Re: How private are private GTK+ data structures



Jag <agrajag linuxpower org> writes:
I've working on a program and have found myself needing to access a few
pieces of data that the gtk-docs say that programmers shouldn't directly
access.  Unfortunately, I don't see any other way in the API to easily
get the information I need. (noteably, I'm looking at rows in GtkCList
to see if a CList is empty or not, and max_position in GtkPaned to see
what possible positions are for me to use in gtk_paned_set_position)

As a developer, this sort of leaves me between a rock and a hard place..
to just forget about this new feature I want due to not being able to
access the data, or go ahead and read the data, but risk having my
programs break with future versions of GTK+.

Is there anything else I can do in this situation?  I'd be willing to
send in patches against GTK+ to provide the functions I need, but I have
no idea how frozen the API is.  Am I reading to much into the part of
the docs that say not to use them, in that they mean its safe to read
the data, but not to modify it?


Your programs will already break a little bit with future GTK
versions, so there's no need to be super-paranoid about avoiding
it. Any upgrade to a future GTK will require some work, but you aren't
ever forced to upgrade, you can always keep using 1.2 as long as you
want.

I would make sure you encapsulate any use of private data in a nice
function so the code is only in one place and can easily be fixed
later; send a patch against CVS GTK or GTK 1.3.2 adding the
functionality for future versions (the API is frozen for 1.2.x, but
not for future versions); and if your code breaks or doesn't work due
to use of private data, don't expect too much sympathy. ;-)

Basically use of private data is totally unsupported and a bit
fragile, since private data can change or get deallocated or mean
something other than what you expected, and we won't feel guilty.
It is even possible that the behavior of private data could change
slightly in the stable bugfix series (1.2.x), though fairly unlikely,
and the change will always be binary compatible.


**Exercise prompt:** Exclude the images and repeat all remaining entries exactly.

**Source data:**
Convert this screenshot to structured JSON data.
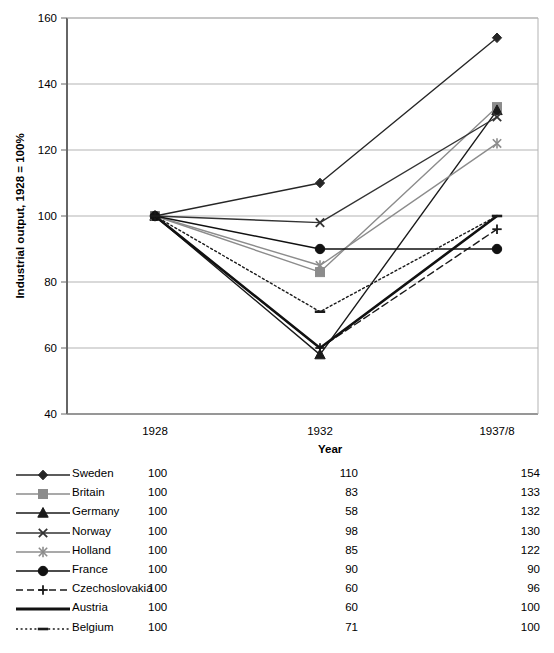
{
  "chart_data": {
    "type": "line",
    "title": "",
    "xlabel": "Year",
    "ylabel": "Industrial output, 1928 = 100%",
    "x": [
      "1928",
      "1932",
      "1937/8"
    ],
    "categories": [
      "1928",
      "1932",
      "1937/8"
    ],
    "ylim": [
      40,
      160
    ],
    "yticks": [
      40,
      60,
      80,
      100,
      120,
      140,
      160
    ],
    "grid": true,
    "legend_position": "bottom-table",
    "series": [
      {
        "name": "Sweden",
        "values": [
          100,
          110,
          154
        ],
        "marker": "diamond",
        "line": "solid",
        "color": "#262626"
      },
      {
        "name": "Britain",
        "values": [
          100,
          83,
          133
        ],
        "marker": "square",
        "line": "solid",
        "color": "#8c8c8c"
      },
      {
        "name": "Germany",
        "values": [
          100,
          58,
          132
        ],
        "marker": "triangle",
        "line": "solid",
        "color": "#1a1a1a"
      },
      {
        "name": "Norway",
        "values": [
          100,
          98,
          130
        ],
        "marker": "x",
        "line": "solid",
        "color": "#333333"
      },
      {
        "name": "Holland",
        "values": [
          100,
          85,
          122
        ],
        "marker": "asterisk",
        "line": "solid",
        "color": "#8c8c8c"
      },
      {
        "name": "France",
        "values": [
          100,
          90,
          90
        ],
        "marker": "circle",
        "line": "solid",
        "color": "#111111"
      },
      {
        "name": "Czechoslovakia",
        "values": [
          100,
          60,
          96
        ],
        "marker": "plus",
        "line": "dashed",
        "color": "#1a1a1a"
      },
      {
        "name": "Austria",
        "values": [
          100,
          60,
          100
        ],
        "marker": "none",
        "line": "thick",
        "color": "#111111"
      },
      {
        "name": "Belgium",
        "values": [
          100,
          71,
          100
        ],
        "marker": "dash",
        "line": "dotted",
        "color": "#1a1a1a"
      }
    ]
  },
  "axis": {
    "y_title": "Industrial output, 1928 = 100%",
    "x_title": "Year",
    "y_ticks": [
      "160",
      "140",
      "120",
      "100",
      "80",
      "60",
      "40"
    ],
    "x_ticks": [
      "1928",
      "1932",
      "1937/8"
    ]
  },
  "legend_table": {
    "year_header": "Year",
    "rows": [
      {
        "label": "Sweden",
        "v1928": "100",
        "v1932": "110",
        "v1937": "154"
      },
      {
        "label": "Britain",
        "v1928": "100",
        "v1932": "83",
        "v1937": "133"
      },
      {
        "label": "Germany",
        "v1928": "100",
        "v1932": "58",
        "v1937": "132"
      },
      {
        "label": "Norway",
        "v1928": "100",
        "v1932": "98",
        "v1937": "130"
      },
      {
        "label": "Holland",
        "v1928": "100",
        "v1932": "85",
        "v1937": "122"
      },
      {
        "label": "France",
        "v1928": "100",
        "v1932": "90",
        "v1937": "90"
      },
      {
        "label": "Czechoslovakia",
        "v1928": "100",
        "v1932": "60",
        "v1937": "96"
      },
      {
        "label": "Austria",
        "v1928": "100",
        "v1932": "60",
        "v1937": "100"
      },
      {
        "label": "Belgium",
        "v1928": "100",
        "v1932": "71",
        "v1937": "100"
      }
    ]
  },
  "colors": {
    "grid": "#b3b3b3",
    "frame": "#808080",
    "dark": "#1a1a1a",
    "grey_series": "#8c8c8c"
  }
}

**Task output:**
Convert this screenshot to structured JSON data.
{
  "chart_data": {
    "type": "line",
    "title": "",
    "xlabel": "Year",
    "ylabel": "Industrial output, 1928 = 100%",
    "x": [
      "1928",
      "1932",
      "1937/8"
    ],
    "categories": [
      "1928",
      "1932",
      "1937/8"
    ],
    "ylim": [
      40,
      160
    ],
    "yticks": [
      40,
      60,
      80,
      100,
      120,
      140,
      160
    ],
    "grid": true,
    "legend_position": "bottom-table",
    "series": [
      {
        "name": "Sweden",
        "values": [
          100,
          110,
          154
        ],
        "marker": "diamond",
        "line": "solid",
        "color": "#262626"
      },
      {
        "name": "Britain",
        "values": [
          100,
          83,
          133
        ],
        "marker": "square",
        "line": "solid",
        "color": "#8c8c8c"
      },
      {
        "name": "Germany",
        "values": [
          100,
          58,
          132
        ],
        "marker": "triangle",
        "line": "solid",
        "color": "#1a1a1a"
      },
      {
        "name": "Norway",
        "values": [
          100,
          98,
          130
        ],
        "marker": "x",
        "line": "solid",
        "color": "#333333"
      },
      {
        "name": "Holland",
        "values": [
          100,
          85,
          122
        ],
        "marker": "asterisk",
        "line": "solid",
        "color": "#8c8c8c"
      },
      {
        "name": "France",
        "values": [
          100,
          90,
          90
        ],
        "marker": "circle",
        "line": "solid",
        "color": "#111111"
      },
      {
        "name": "Czechoslovakia",
        "values": [
          100,
          60,
          96
        ],
        "marker": "plus",
        "line": "dashed",
        "color": "#1a1a1a"
      },
      {
        "name": "Austria",
        "values": [
          100,
          60,
          100
        ],
        "marker": "none",
        "line": "thick",
        "color": "#111111"
      },
      {
        "name": "Belgium",
        "values": [
          100,
          71,
          100
        ],
        "marker": "dash",
        "line": "dotted",
        "color": "#1a1a1a"
      }
    ]
  },
  "axis": {
    "y_title": "Industrial output, 1928 = 100%",
    "x_title": "Year",
    "y_ticks": [
      "160",
      "140",
      "120",
      "100",
      "80",
      "60",
      "40"
    ],
    "x_ticks": [
      "1928",
      "1932",
      "1937/8"
    ]
  },
  "legend_table": {
    "year_header": "Year",
    "rows": [
      {
        "label": "Sweden",
        "v1928": "100",
        "v1932": "110",
        "v1937": "154"
      },
      {
        "label": "Britain",
        "v1928": "100",
        "v1932": "83",
        "v1937": "133"
      },
      {
        "label": "Germany",
        "v1928": "100",
        "v1932": "58",
        "v1937": "132"
      },
      {
        "label": "Norway",
        "v1928": "100",
        "v1932": "98",
        "v1937": "130"
      },
      {
        "label": "Holland",
        "v1928": "100",
        "v1932": "85",
        "v1937": "122"
      },
      {
        "label": "France",
        "v1928": "100",
        "v1932": "90",
        "v1937": "90"
      },
      {
        "label": "Czechoslovakia",
        "v1928": "100",
        "v1932": "60",
        "v1937": "96"
      },
      {
        "label": "Austria",
        "v1928": "100",
        "v1932": "60",
        "v1937": "100"
      },
      {
        "label": "Belgium",
        "v1928": "100",
        "v1932": "71",
        "v1937": "100"
      }
    ]
  },
  "colors": {
    "grid": "#b3b3b3",
    "frame": "#808080",
    "dark": "#1a1a1a",
    "grey_series": "#8c8c8c"
  }
}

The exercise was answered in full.